The TechRise Challenge is a nationwide contest inviting middle and high school students to team up with their schoolmates to design an experiment under the guidance of an educator. For the 2025-2026 challenge, more than 370 students from 52 states and territories worked to turn their proposed science and technology experiments into reality, giving them real-world, hands-on experience with the same processes that professional researchers follow.
Of the 60 winning teams announced this year, 25 of the teams’ experiments flew on a high-altitude balloon operated by World View Enterprises of Tucson, Arizona. The remaining 35 payloads will fly on a Suborbital-Spaceship operated by Virgin Galactic of Orange County, California. Read on for more information.
GRade Levels
6-12
Number of Students
370+ students at 60 schools
High-Altitude Balloon
World View Enterprises
Suborbital Spacecraft
Virgin Galactic
High-Altitude Balloon Flight
On July 1, 2026, students from 25 middle and high schools watched their experiments launch aboard a high-altitude balloon as part of the fifth TechRise Challenge. The high-altitude balloon operated by World View launched at 6:37 a.m. MST (9:37 a.m. EDT) from Page, Arizona.
Read more about the student payloads on this flight below about High-Altitude Balloon Flight
About the Payloads Aboard the High-Altitude Balloon Flight
Student projects flew for approximately 3.5 hours in the stratosphere at over 70,000 feet with exposure to Earth’s upper atmosphere, radiation, and perspective views of Earth. At that altitude — about 13 miles above Earth — payloads experienced the stratosphere’s unique thermal and atmospheric environment, providing conditions that ground-based testing cannot replicate. The high-altitude balloon also allowed payloads to observe the surface below them, collect data on features such as vegetation and bodies of water, and examine the unique properties of the atmosphere at varying altitudes.
Student experiments tackled a diverse set of challenges. For example, the team from Lisa Academy West Middle School in Little Rock, Arkansas, investigated the effectiveness of sunscreen at high altitudes. The students’ payload measured ultraviolet (UV) radiation and temperature levels protected by sunscreens with different sun protection factors (SPFs). They hypothesized that while the higher SPF sunscreen would provide greater protection, the reduced atmospheric protection would allow more UV to pass through the layer of sunscreen.
A team of 11th graders from Mescalero Apache School in Mescalero, New Mexico, explored how extreme environmental conditions — such as low temperatures, UV radiation, and reduced atmospheric pressure — affect synthetic human skin at high altitudes. Understanding the material’s behavior under these conditions could help engineers and scientists design protective systems for future space missions.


→ Activity: Would you copy every record exactly as it stands and drop the pictures?

→ Available data:
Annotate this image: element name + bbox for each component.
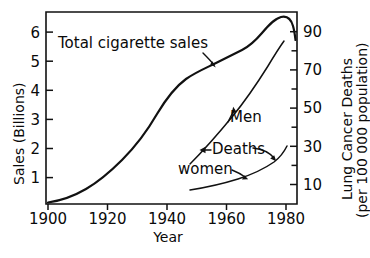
annotation-deaths: Deaths [212,142,265,157]
x-tick-label-1980: 1980 [256,212,316,227]
right-axis-ticks [290,32,297,185]
x-tick-label-1920: 1920 [78,212,138,227]
x-axis-title: Year [108,230,228,245]
left-axis-ticks [46,32,53,178]
y2-tick-label-30: 30 [303,140,333,155]
x-tick-label-1960: 1960 [197,212,257,227]
y2-tick-label-10: 10 [303,178,333,193]
annotation-total-cigarette-sales: Total cigarette sales [58,36,208,51]
annotation-women: women [178,162,233,177]
y2-tick-label-70: 70 [303,63,333,78]
y-tick-label-5: 5 [16,55,40,70]
y2-tick-label-90: 90 [303,25,333,40]
y2-axis-title-line1: Lung Cancer Deaths [340,58,355,200]
x-tick-label-1940: 1940 [137,212,197,227]
y2-tick-label-50: 50 [303,101,333,116]
y-axis-title: Sales (Billions) [12,82,27,185]
x-tick-label-1900: 1900 [18,212,78,227]
annotation-men: Men [230,110,262,125]
y2-axis-title-line2: (per 100 000 population) [355,43,370,218]
y-tick-label-6: 6 [16,26,40,41]
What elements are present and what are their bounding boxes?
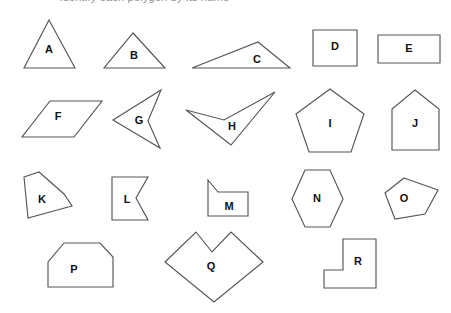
polygon-c-obtuse-scalene-triangle — [192, 42, 290, 68]
polygon-label-e: E — [405, 42, 412, 54]
polygon-label-d: D — [331, 40, 339, 52]
polygon-label-g: G — [135, 114, 144, 126]
polygon-p-clipped-corner-hexagon — [48, 243, 113, 287]
polygon-worksheet: identify each polygon by its name ABCDEF… — [0, 0, 451, 313]
polygon-label-l: L — [124, 193, 131, 205]
polygon-k-irregular-pentagon — [24, 172, 72, 218]
polygon-label-k: K — [38, 193, 46, 205]
polygon-label-j: J — [412, 117, 418, 129]
polygon-label-h: H — [228, 120, 236, 132]
polygon-label-c: C — [253, 53, 261, 65]
polygon-label-i: I — [328, 117, 331, 129]
polygon-label-m: M — [224, 200, 233, 212]
shape-canvas: ABCDEFGHIJKLMNOPQR — [0, 0, 451, 313]
polygon-label-p: P — [70, 263, 77, 275]
polygon-label-o: O — [400, 192, 409, 204]
polygon-label-n: N — [313, 192, 321, 204]
polygon-label-f: F — [55, 110, 62, 122]
polygon-label-b: B — [130, 49, 138, 61]
polygon-o-irregular-pentagon-rounded — [385, 178, 438, 219]
polygon-f-parallelogram — [22, 101, 102, 137]
polygon-r-l-shaped-hexagon — [324, 239, 376, 288]
polygon-h-concave-arrowhead-quadrilateral — [186, 92, 275, 145]
polygon-label-a: A — [45, 43, 53, 55]
polygon-label-q: Q — [207, 260, 216, 272]
polygon-label-r: R — [354, 255, 362, 267]
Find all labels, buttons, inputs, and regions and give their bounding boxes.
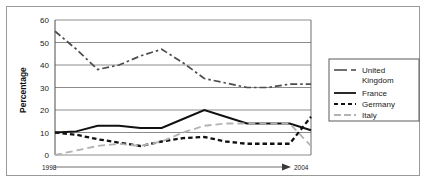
legend-label-germany: Germany: [362, 100, 395, 109]
y-tick-label-60: 60: [40, 16, 49, 25]
y-tick-label-0: 0: [45, 151, 50, 160]
legend-label-united-kingdom-line1: United: [362, 66, 385, 75]
y-tick-label-40: 40: [40, 61, 49, 70]
y-tick-label-20: 20: [40, 106, 49, 115]
line-chart: Percentage 60 50 40 30 20 10 0 1998 2004: [0, 0, 430, 194]
x-axis-arrow-head: [282, 164, 291, 171]
y-axis-title: Percentage: [18, 67, 28, 113]
series-line-united-kingdom: [55, 31, 311, 87]
chart-gridlines: [55, 20, 311, 155]
x-axis-start-year: 1998: [42, 164, 57, 171]
y-tick-label-10: 10: [40, 129, 49, 138]
legend-label-united-kingdom-line2: Kingdom: [362, 76, 394, 85]
y-tick-label-50: 50: [40, 39, 49, 48]
legend-label-italy: Italy: [362, 111, 377, 120]
chart-series-group: [55, 31, 311, 155]
chart-legend: United Kingdom France Germany Italy: [329, 59, 419, 121]
x-axis-end-year: 2004: [294, 164, 309, 171]
legend-label-france: France: [362, 89, 387, 98]
series-line-germany: [55, 117, 311, 146]
figure-container: Percentage 60 50 40 30 20 10 0 1998 2004: [0, 0, 430, 194]
y-tick-label-30: 30: [40, 84, 49, 93]
series-line-france: [55, 110, 311, 133]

→ Answer to this task:
Annotate this image: element name + bbox for each component.
annotation-deaths: Deaths [212,142,265,157]
x-tick-label-1980: 1980 [256,212,316,227]
right-axis-ticks [290,32,297,185]
x-tick-label-1920: 1920 [78,212,138,227]
x-axis-title: Year [108,230,228,245]
left-axis-ticks [46,32,53,178]
y2-tick-label-30: 30 [303,140,333,155]
x-tick-label-1960: 1960 [197,212,257,227]
y2-tick-label-10: 10 [303,178,333,193]
annotation-total-cigarette-sales: Total cigarette sales [58,36,208,51]
annotation-women: women [178,162,233,177]
y2-tick-label-70: 70 [303,63,333,78]
y-tick-label-5: 5 [16,55,40,70]
y2-tick-label-90: 90 [303,25,333,40]
y2-axis-title-line1: Lung Cancer Deaths [340,58,355,200]
x-tick-label-1940: 1940 [137,212,197,227]
y2-tick-label-50: 50 [303,101,333,116]
y-axis-title: Sales (Billions) [12,82,27,185]
x-tick-label-1900: 1900 [18,212,78,227]
annotation-men: Men [230,110,262,125]
y2-axis-title-line2: (per 100 000 population) [355,43,370,218]
y-tick-label-6: 6 [16,26,40,41]
What elements are present and what are their bounding boxes?
polygon-c-obtuse-scalene-triangle — [192, 42, 290, 68]
polygon-label-e: E — [405, 42, 412, 54]
polygon-label-d: D — [331, 40, 339, 52]
polygon-label-g: G — [135, 114, 144, 126]
polygon-p-clipped-corner-hexagon — [48, 243, 113, 287]
polygon-worksheet: identify each polygon by its name ABCDEF… — [0, 0, 451, 313]
polygon-label-l: L — [124, 193, 131, 205]
polygon-k-irregular-pentagon — [24, 172, 72, 218]
polygon-label-k: K — [38, 193, 46, 205]
polygon-label-j: J — [412, 117, 418, 129]
polygon-label-h: H — [228, 120, 236, 132]
polygon-label-c: C — [253, 53, 261, 65]
polygon-label-i: I — [328, 117, 331, 129]
polygon-label-m: M — [224, 200, 233, 212]
shape-canvas: ABCDEFGHIJKLMNOPQR — [0, 0, 451, 313]
polygon-label-p: P — [70, 263, 77, 275]
polygon-label-o: O — [400, 192, 409, 204]
polygon-label-n: N — [313, 192, 321, 204]
polygon-label-f: F — [55, 110, 62, 122]
polygon-label-b: B — [130, 49, 138, 61]
polygon-o-irregular-pentagon-rounded — [385, 178, 438, 219]
polygon-f-parallelogram — [22, 101, 102, 137]
polygon-r-l-shaped-hexagon — [324, 239, 376, 288]
polygon-h-concave-arrowhead-quadrilateral — [186, 92, 275, 145]
polygon-label-a: A — [45, 43, 53, 55]
polygon-label-q: Q — [207, 260, 216, 272]
polygon-label-r: R — [354, 255, 362, 267]
Find all labels, buttons, inputs, and regions and give their bounding boxes.
legend-label-germany: Germany: [362, 100, 395, 109]
y-tick-label-60: 60: [40, 16, 49, 25]
y-tick-label-0: 0: [45, 151, 50, 160]
legend-label-united-kingdom-line1: United: [362, 66, 385, 75]
y-tick-label-40: 40: [40, 61, 49, 70]
y-tick-label-20: 20: [40, 106, 49, 115]
line-chart: Percentage 60 50 40 30 20 10 0 1998 2004: [0, 0, 430, 194]
x-axis-arrow-head: [282, 164, 291, 171]
y-axis-title: Percentage: [18, 67, 28, 113]
series-line-united-kingdom: [55, 31, 311, 87]
chart-gridlines: [55, 20, 311, 155]
x-axis-start-year: 1998: [42, 164, 57, 171]
y-tick-label-10: 10: [40, 129, 49, 138]
legend-label-united-kingdom-line2: Kingdom: [362, 76, 394, 85]
y-tick-label-50: 50: [40, 39, 49, 48]
legend-label-italy: Italy: [362, 111, 377, 120]
chart-series-group: [55, 31, 311, 155]
chart-legend: United Kingdom France Germany Italy: [329, 59, 419, 121]
x-axis-end-year: 2004: [294, 164, 309, 171]
legend-label-france: France: [362, 89, 387, 98]
series-line-germany: [55, 117, 311, 146]
figure-container: Percentage 60 50 40 30 20 10 0 1998 2004: [0, 0, 430, 194]
y-tick-label-30: 30: [40, 84, 49, 93]
series-line-france: [55, 110, 311, 133]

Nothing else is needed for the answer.